Image: Instagram
The polo shirt has a fascinating history; it was invented by René Lacoste, a professional tennis player, out of the sheer necessity of wanting to wear something comfortable while playing the sport. Back then, white button-down shirts with long sleeves were the uniform. René, a rule-breaker, designed his own outfit – the infamous polo t-shirt. He slapped on an alligator logo on the left breast after a journalist bequeathed him the title of “The Alligator” and went on to win several grand slam competitions. American designer Ralph Lauren became so obsessed with making the knitted pique cotton shirts that when he designed its iteration under his label, Polo Ralph Lauren, and released it in 24 colours, it became so big that it is still one of his label’s highest-selling products, even after fifty years.

But none of them compare or come close to how famous dads have made the polo t-shirt.

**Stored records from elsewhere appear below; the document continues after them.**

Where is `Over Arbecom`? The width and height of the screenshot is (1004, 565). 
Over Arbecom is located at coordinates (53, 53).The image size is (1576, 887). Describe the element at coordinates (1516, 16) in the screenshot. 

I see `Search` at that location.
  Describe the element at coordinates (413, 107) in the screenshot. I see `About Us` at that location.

Even before I turned to fashion and said, “this is how I will make a living,” I knew what the polo shirt looked like. My knowledge came from watching my dad wear it. A burnt orange classic fitted Lacoste L.12.12 polo was his favourite among a bevy that he owned, and all in colours that did the opposite of incite confidence in his fashion choices. He wore it with everything. When he wanted to look hip, he would turn toward denim pants, or shorts, when the urge was to push the sartorial envelope further. Because wearing sweatpants on a whim to work was frowned upon in the entirety of his career, he flexed his cool on Casual Fridays when he swapped his shirt with the polo in question. Upon taking a closer look at the dad society at large, I realised that flexing of polo style wasn’t exclusive to my dad. It was something that participants across the community enjoyed . Even my brothers, who I thought were otherwise rock stars jamming to Def Leppard and Nirvana, who walked around in t-shirts carrying Curt Cobain’s disgruntled face, switched to polo shirts after the birth of their children, as though it was their rite of passage. Makes me wonder if there’s a secret society handing out ‘dad’ starter kits with polo shirts as its most important component.

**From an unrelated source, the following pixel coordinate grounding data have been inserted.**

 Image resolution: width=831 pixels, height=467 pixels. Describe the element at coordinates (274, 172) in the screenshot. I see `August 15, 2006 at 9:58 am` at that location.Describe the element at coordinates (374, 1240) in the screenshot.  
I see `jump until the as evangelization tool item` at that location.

This makes me wonder, what makes the polo shirt so quintessential to dad style? Is it that a polo shirt doesn’t differentiate between dad bods and manages to look flattering on all? Or the fact that very little effort goes into putting together the look, and given how time is something dads spend on things that make other happy rather than themselves, this is the perfect match?
Ralph Lauren once said that polo shirts look better with age. Each time I revisit old family albums, I believe, so does my dad. I guess dads and polo shirts are a match made in heaven after all.